• Subscribe
  • Upgrading the Web platform for next-gen applications

    DoÄŸa Armangil
    9 replies
    Hello Product Hunt, I'm a software engineer and a software entrepreneur hailing from Geneva 🇨🇭. My quest to bring a Web-related deep-tech invention to market has brought me here. True story: There are things that applications can't do on the web, and I first noticed that when I tried to implement a web-based desktop system as an alternative to remote desktop solutions such as VNC. In hindsight it's obvious that the root cause was the Web being primarily a content platform, and not an application platform. So here I am, a couple of light-bulb moments and a patent and an award later, with a commercial-grade Frontend-Platform-as-a-Service offering: Qworum.net. My main target to begin with is business applications, both internal and SaaS. I'm launching Qworum on PH on Sept 13th. You're all invited!

    Replies

    Marina K
    Generated Photos
    Generated Photos
    Have a great launch, Doğa! I'll be there 🙂
    Marina K
    Generated Photos
    Generated Photos
    @doga_armangil Thank you, I like corrections. So it should be "Türk", right? Lunacy was actually a product of a company I used to work for, but I can tell someone there to fix it)
    Alexander William Hawkins
    Great question! I'm excited to try out the new features and see how they improve web app development. Wishing you all the best with the launch, Doga! Let us know how we can best leverage the platform upgrades.
    Share
    DoÄŸa Armangil
    @alexanderwilliamhawkins Thanks, right now what you get with Qworum is this: * distributed web applications (yes, Qworum manages to overcome the Web's same origin policy in a way that's secure!), and * a new API technology for interactive and composable APIs. Qworum APIs are much easier to call than REST etc. You can try Qworum right now. Local development is free, and you can start with this boilerplate I've published on 1000.tools: https://1000.tools/qworum-boiler... Feel free to let me know how it goes.
    Olivia Rose Thompson
    Awesome idea, Doga! Upgrading the web for next-gen use cases is so crucial. Have you checked out some of the latest web component frameworks like Lit and Stencil?
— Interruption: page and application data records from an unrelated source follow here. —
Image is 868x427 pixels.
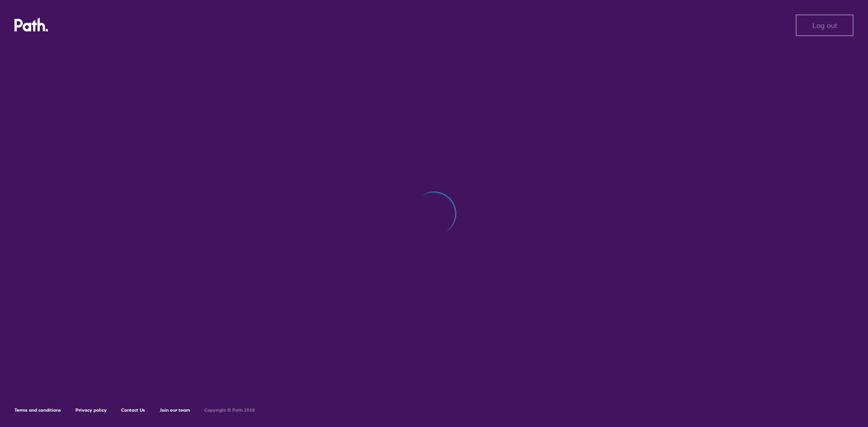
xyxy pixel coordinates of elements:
[159,407,190,413] a: Join our team
[812,21,837,29] span: Log out
[76,407,107,413] a: Privacy policy
[796,15,853,36] button: Log out
[205,408,255,413] h6: Copyright © Path 2018
[121,407,145,413] a: Contact Us
[15,407,61,413] a: Terms and conditions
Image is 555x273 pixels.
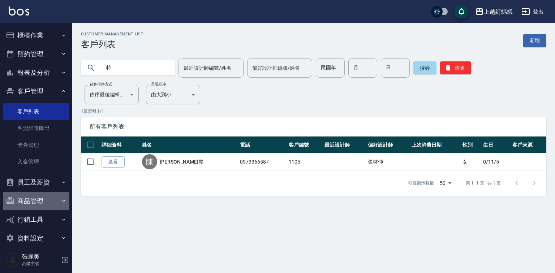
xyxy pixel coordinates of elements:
a: 客戶列表 [3,103,69,120]
th: 客戶來源 [511,137,547,154]
th: 電話 [238,137,287,154]
div: 上越紅螞蟻 [484,7,513,16]
button: save [455,4,469,19]
button: 行銷工具 [3,210,69,229]
button: 登出 [519,5,547,18]
button: 客戶管理 [3,82,69,101]
th: 生日 [482,137,511,154]
a: 查看 [102,157,125,168]
p: 1 筆資料, 1 / 1 [81,108,547,115]
div: 50 [437,174,455,193]
th: 姓名 [140,137,239,154]
button: 預約管理 [3,45,69,64]
td: 0/11/5 [482,154,511,171]
th: 客戶編號 [287,137,323,154]
th: 最近設計師 [323,137,366,154]
td: 女 [461,154,482,171]
th: 上次消費日期 [410,137,461,154]
p: 高階主管 [22,261,59,267]
h2: Customer Management List [81,32,144,37]
a: 入金管理 [3,154,69,170]
label: 顧客排序方式 [90,82,112,87]
a: 新增 [524,34,547,47]
th: 詳細資料 [100,137,140,154]
th: 性別 [461,137,482,154]
a: 卡券管理 [3,137,69,154]
label: 呈現順序 [151,82,166,87]
td: 張啓仲 [366,154,410,171]
img: Logo [9,7,29,16]
button: 清除 [440,61,471,74]
a: [PERSON_NAME]屋 [160,158,204,166]
input: 搜尋關鍵字 [101,58,169,78]
td: 1105 [287,154,323,171]
div: 由大到小 [146,85,200,104]
div: 依序最後編輯時間 [85,85,139,104]
button: 資料設定 [3,229,69,248]
button: 報表及分析 [3,63,69,82]
p: 每頁顯示數量 [408,180,434,187]
th: 偏好設計師 [366,137,410,154]
button: 員工及薪資 [3,173,69,192]
span: 所有客戶列表 [90,123,538,131]
p: 第 1–1 筆 共 1 筆 [466,180,501,187]
button: 櫃檯作業 [3,26,69,45]
td: 0973366587 [238,154,287,171]
div: 陳 [142,154,157,170]
h3: 客戶列表 [81,39,144,50]
h5: 張麗美 [22,253,59,261]
img: Person [6,253,20,268]
button: 上越紅螞蟻 [473,4,516,19]
a: 客資篩選匯出 [3,120,69,137]
button: 商品管理 [3,192,69,211]
button: 搜尋 [414,61,437,74]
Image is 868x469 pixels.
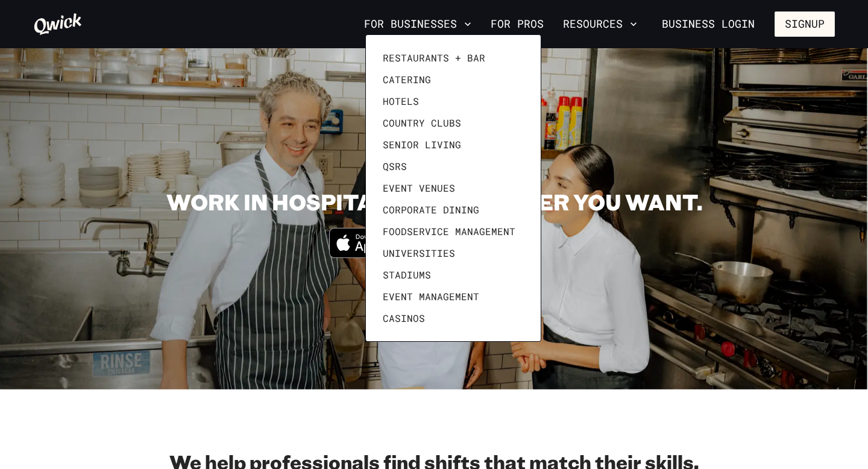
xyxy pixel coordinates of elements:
[383,247,455,260] span: Universities
[383,312,425,325] span: Casinos
[383,52,485,64] span: Restaurants + Bar
[383,117,461,129] span: Country Clubs
[383,291,479,303] span: Event Management
[383,269,431,281] span: Stadiums
[383,160,407,172] span: QSRs
[383,74,431,85] span: Catering
[383,139,461,151] span: Senior Living
[383,95,419,107] span: Hotels
[383,226,515,238] span: Foodservice Management
[383,182,455,194] span: Event Venues
[383,204,479,216] span: Corporate Dining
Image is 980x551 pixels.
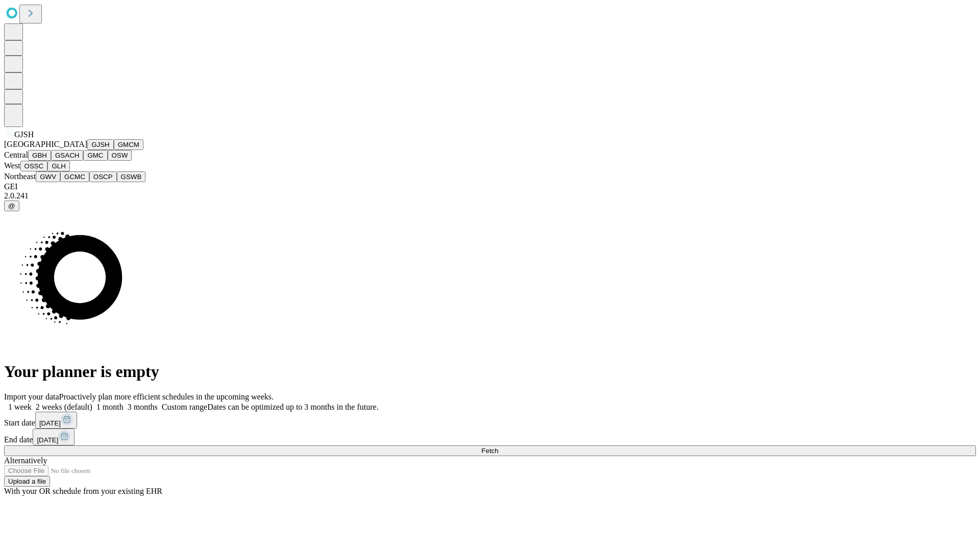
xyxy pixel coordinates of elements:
[4,192,976,201] div: 2.0.241
[114,139,143,150] button: GMCM
[39,420,61,427] span: [DATE]
[4,182,976,192] div: GEI
[4,392,59,401] span: Import your data
[8,202,15,209] span: @
[97,403,124,411] span: 1 month
[4,140,87,148] span: [GEOGRAPHIC_DATA]
[28,150,51,161] button: GBH
[14,130,34,139] span: GJSH
[108,150,132,161] button: OSW
[482,447,498,454] span: Fetch
[4,201,19,211] button: @
[127,403,158,411] span: 3 months
[4,445,976,456] button: Fetch
[4,487,162,495] span: With your OR schedule from your existing EHR
[8,403,31,411] span: 1 week
[59,392,274,401] span: Proactively plan more efficient schedules in the upcoming weeks.
[4,476,50,487] button: Upload a file
[4,172,36,181] span: Northeast
[33,429,75,445] button: [DATE]
[36,171,60,182] button: GWV
[4,412,976,429] div: Start date
[4,151,28,159] span: Central
[4,161,20,170] span: West
[60,171,89,182] button: GCMC
[4,429,976,445] div: End date
[87,139,114,150] button: GJSH
[51,150,83,161] button: GSACH
[4,456,47,465] span: Alternatively
[117,171,146,182] button: GSWB
[36,412,77,429] button: [DATE]
[36,437,58,444] span: [DATE]
[47,161,70,171] button: GLH
[4,362,976,381] h1: Your planner is empty
[20,161,48,171] button: OSSC
[162,403,207,411] span: Custom range
[89,171,117,182] button: OSCP
[36,403,92,411] span: 2 weeks (default)
[207,403,378,411] span: Dates can be optimized up to 3 months in the future.
[83,150,107,161] button: GMC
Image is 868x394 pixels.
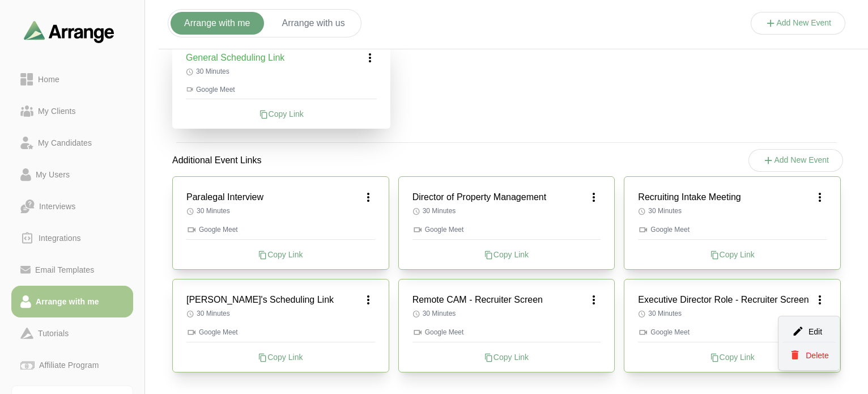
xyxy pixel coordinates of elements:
div: My Candidates [34,136,97,150]
div: Copy Link [186,108,377,120]
p: Google Meet [412,225,601,235]
div: Email Templates [31,264,98,277]
div: Home [34,73,64,86]
div: Copy Link [186,351,375,363]
p: 30 Minutes [186,67,377,76]
p: 30 Minutes [412,207,601,216]
p: Google Meet [638,225,827,235]
p: 30 Minutes [638,309,827,319]
button: Add New Event [751,12,846,35]
div: Copy Link [412,249,601,260]
h3: Executive Director Role - Recruiter Screen [638,293,809,307]
div: Integrations [34,232,86,245]
div: Copy Link [186,249,375,260]
div: My Clients [34,105,81,118]
div: Affiliate Program [35,359,103,372]
p: 30 Minutes [186,309,375,319]
h3: Director of Property Management [412,191,547,204]
p: Google Meet [186,225,375,235]
div: Arrange with me [31,295,104,309]
h3: General Scheduling Link [186,51,285,65]
h3: Recruiting Intake Meeting [638,191,740,204]
h3: [PERSON_NAME]'s Scheduling Link [186,293,333,307]
button: Add New Event [748,149,844,172]
div: Tutorials [34,327,73,340]
a: Interviews [12,191,133,223]
h3: Paralegal Interview [186,191,263,204]
div: Copy Link [412,351,601,363]
div: Delete [783,345,835,366]
p: Google Meet [412,327,601,337]
div: Edit [783,321,835,342]
a: My Users [12,159,133,191]
a: Home [12,64,133,95]
div: Copy Link [638,249,827,260]
a: My Candidates [12,127,133,159]
a: Integrations [12,223,133,254]
div: My Users [31,168,74,182]
a: Email Templates [12,254,133,286]
div: Copy Link [638,351,827,363]
img: arrangeai-name-small-logo.4d2b8aee.svg [24,20,114,43]
p: Google Meet [186,327,375,337]
p: 30 Minutes [186,207,375,216]
a: Arrange with me [12,286,133,318]
div: Interviews [35,200,80,213]
p: 30 Minutes [638,207,827,216]
h3: Remote CAM - Recruiter Screen [412,293,543,307]
button: Arrange with me [170,12,264,35]
a: My Clients [12,95,133,127]
p: Google Meet [638,327,827,337]
p: 30 Minutes [412,309,601,319]
button: Arrange with us [269,12,359,35]
a: Tutorials [12,318,133,350]
a: Affiliate Program [12,350,133,382]
p: Google Meet [186,85,377,94]
p: Additional Event Links [159,140,275,181]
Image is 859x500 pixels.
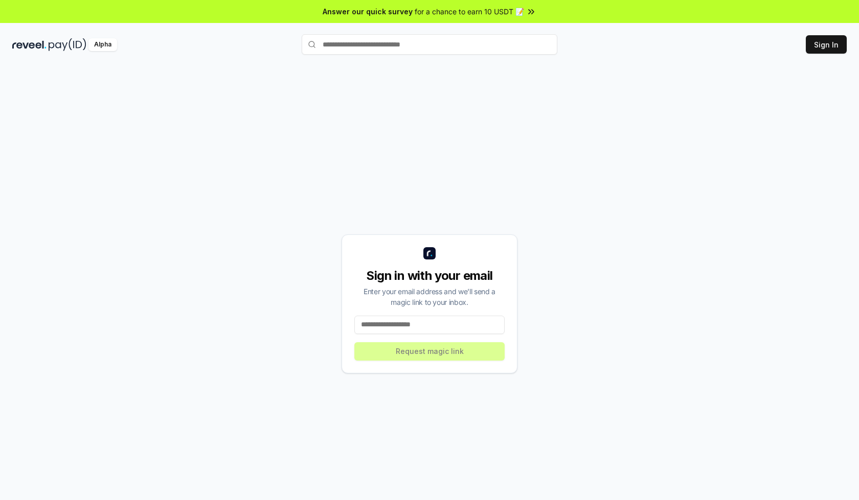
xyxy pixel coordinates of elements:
[415,6,524,17] span: for a chance to earn 10 USDT 📝
[49,38,86,51] img: pay_id
[12,38,47,51] img: reveel_dark
[806,35,846,54] button: Sign In
[423,247,435,260] img: logo_small
[354,286,504,308] div: Enter your email address and we’ll send a magic link to your inbox.
[354,268,504,284] div: Sign in with your email
[88,38,117,51] div: Alpha
[323,6,412,17] span: Answer our quick survey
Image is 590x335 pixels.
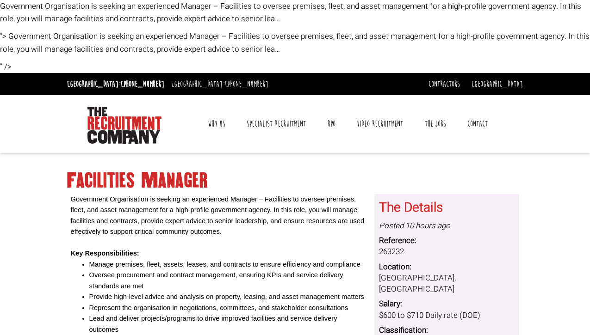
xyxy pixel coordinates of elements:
[89,292,368,302] li: Provide high-level advice and analysis on property, leasing, and asset management matters
[121,79,164,89] a: [PHONE_NUMBER]
[89,270,368,292] li: Oversee procurement and contract management, ensuring KPIs and service delivery standards are met
[379,299,515,310] dt: Salary:
[350,112,410,136] a: Video Recruitment
[379,246,515,258] dd: 263232
[379,201,515,216] h3: The Details
[71,250,139,257] b: Key Responsibilities:
[379,220,450,232] i: Posted 10 hours ago
[379,262,515,273] dt: Location:
[87,107,161,144] img: The Recruitment Company
[471,79,523,89] a: [GEOGRAPHIC_DATA]
[201,112,232,136] a: Why Us
[225,79,268,89] a: [PHONE_NUMBER]
[428,79,460,89] a: Contractors
[379,235,515,246] dt: Reference:
[460,112,494,136] a: Contact
[89,259,368,270] li: Manage premises, fleet, assets, leases, and contracts to ensure efficiency and compliance
[320,112,342,136] a: RPO
[71,194,368,238] p: Government Organisation is seeking an experienced Manager – Facilities to oversee premises, fleet...
[89,303,368,314] li: Represent the organisation in negotiations, committees, and stakeholder consultations
[67,172,523,189] h1: Facilities Manager
[379,310,515,321] dd: $600 to $710 Daily rate (DOE)
[379,273,515,296] dd: [GEOGRAPHIC_DATA], [GEOGRAPHIC_DATA]
[169,77,271,92] li: [GEOGRAPHIC_DATA]:
[65,77,166,92] li: [GEOGRAPHIC_DATA]:
[418,112,453,136] a: The Jobs
[89,314,368,335] li: Lead and deliver projects/programs to drive improved facilities and service delivery outcomes
[240,112,313,136] a: Specialist Recruitment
They make it way easier to build fast, modern web apps while leveraging web standards. Rooting for your success with this - keep pushing the web forward! 💪
    Share
    DoÄŸa Armangil
    @lucasbenjaminfoster1 Thanks Olivia. As long as there are unsolved problems there is room for innovation. About Lit etc: I think web components are great, they make HTML much more readable, so I've done some "bare-metal" web components programming in the past without using any framework, just to see how things are working. But in a production site I'd build on an existing web components suite such as Lion, Material, Vaadin etc rather than building my own suite with Lit, Stencil etc. Are web components an alternative to Qworum? I'd say no, because Qworum is improving the Web platform itself, so what happens in a web page is largely orthogonal to what Qworum is doing. I wonder if people are using web components much these days, any opinions?
    Jason Matthew Lewis
    Congrats on the launch Doga! Web platform upgrades are definitely needed to keep up with the latest application innovations. Are you leveraging any cutting-edge tech like WebAssembly, WebGPU, or advanced APIs to enable next-gen features and performance? Super curious to learn more about your approach!
    Share
    DoÄŸa Armangil
    @jasonmatthewlewis Thanks. To me it's a matter of webapps keeping up with Web platform innovations rather than the reverse. What Qworum is about: Think of it as a new browser runtime that complements the JS runtime. How is Qworum different? Well, for one thing the Qworum runtime is attached to browser tabs rather than individual web pages as the JS runtime does. What happens in a browser tab then is essentially a sequential execution that spans web pages. In terms of WebAssembly etc: Qworum is implemented as a browser extension, and I don't (yet) use those technologies. The good news is, for webdevs not much will change: Qworum applications and APIs are built using the same technologies as before: HTML, CSS, JS (and WebAssembly etc). About Qworum scripts: Qworum uses XML for its domain-specific language (used for linking between services), but these scripts can be generated through JS as well, so XML is optional. OK, that was too much novelty :). Feel free to browse the extensive documentation and codebase I've written, and, of course, AMA.